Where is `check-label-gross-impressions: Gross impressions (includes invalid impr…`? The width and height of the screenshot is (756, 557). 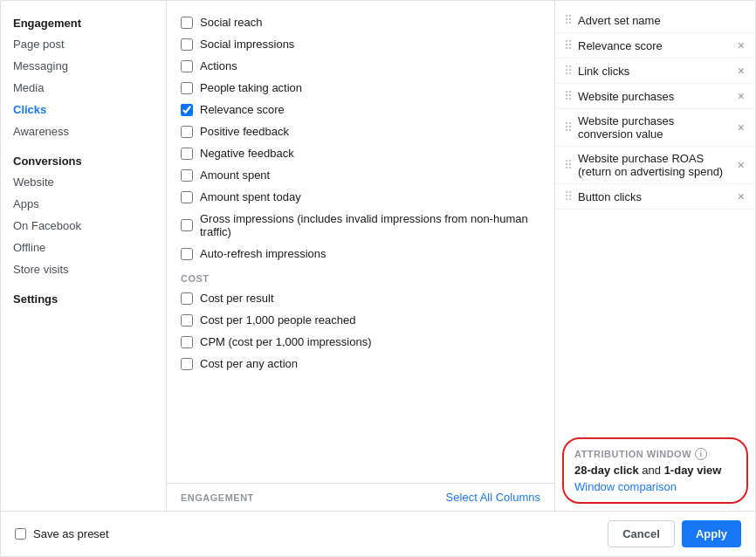
check-label-gross-impressions: Gross impressions (includes invalid impr… is located at coordinates (370, 225).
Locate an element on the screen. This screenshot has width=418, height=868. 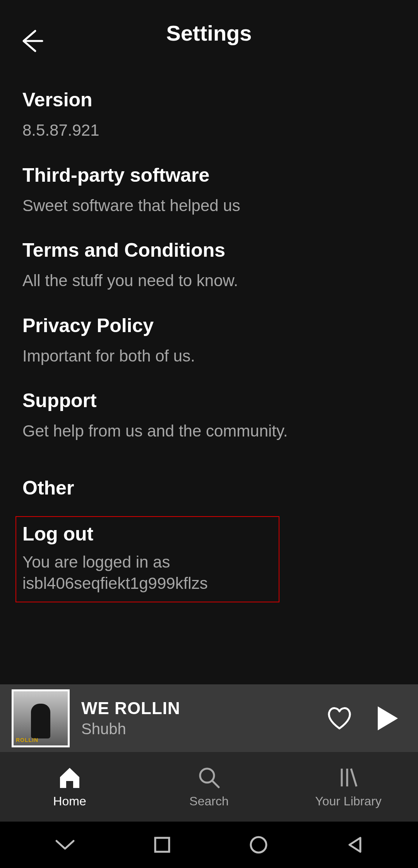
album-art: ROLLIN is located at coordinates (41, 718).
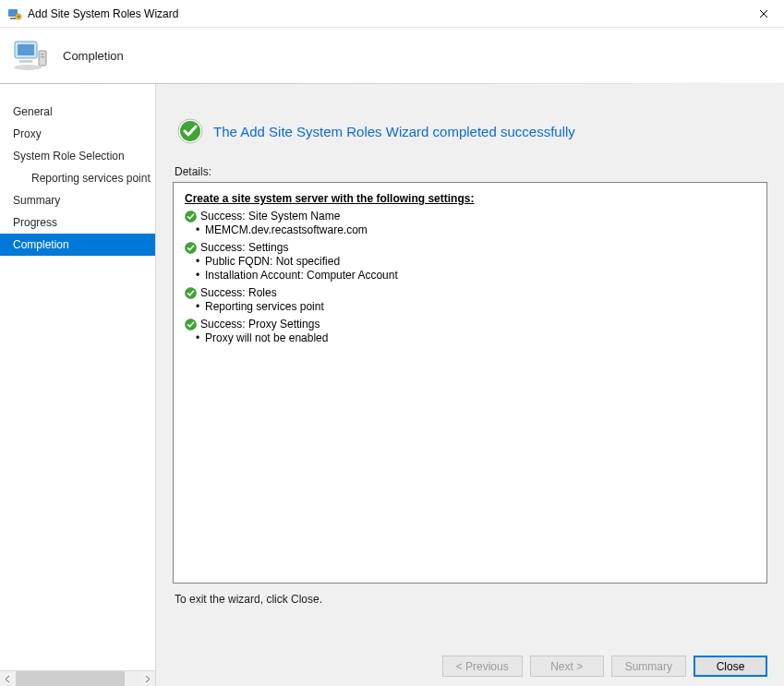 The height and width of the screenshot is (686, 784). Describe the element at coordinates (78, 178) in the screenshot. I see `sidebar-item-reporting-services-point: Reporting services point` at that location.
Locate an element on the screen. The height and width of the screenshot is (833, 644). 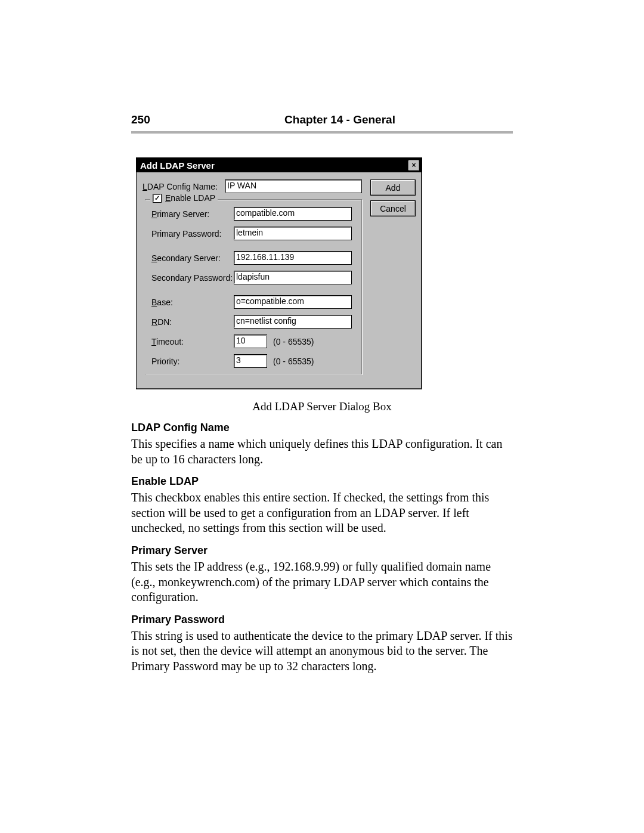
add-button: Add is located at coordinates (393, 187).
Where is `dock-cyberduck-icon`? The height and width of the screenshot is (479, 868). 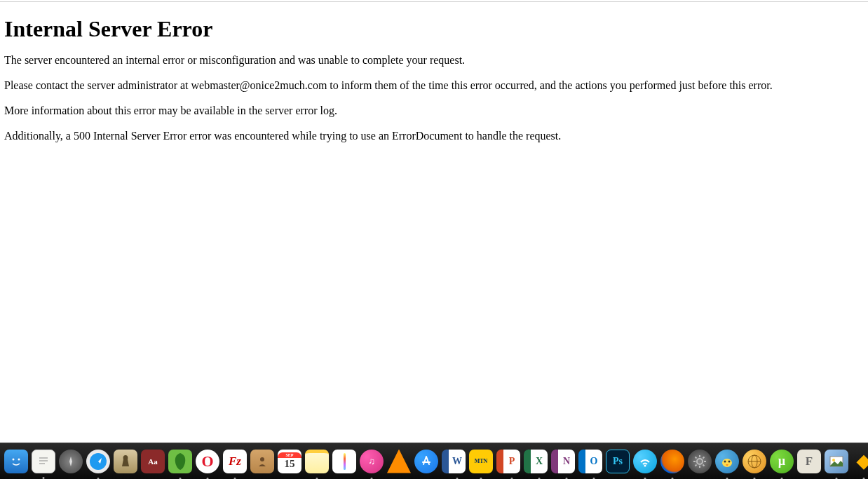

● **TASK BRIEF**: Copy the records above precisely, and leave every image out of the copy.

● **ANSWER TO THIS TASK**:
Where is `check-label-gross-impressions: Gross impressions (includes invalid impr…`? The width and height of the screenshot is (756, 557). 
check-label-gross-impressions: Gross impressions (includes invalid impr… is located at coordinates (370, 225).
Locate an element on the screen. This screenshot has width=418, height=868. 
album-art: ROLLIN is located at coordinates (41, 718).
 The height and width of the screenshot is (686, 784). Describe the element at coordinates (78, 178) in the screenshot. I see `sidebar-item-reporting-services-point: Reporting services point` at that location.
Locate an element on the screen. The height and width of the screenshot is (833, 644). 
add-button: Add is located at coordinates (393, 187).
Where is `dock-cyberduck-icon`? The height and width of the screenshot is (479, 868). 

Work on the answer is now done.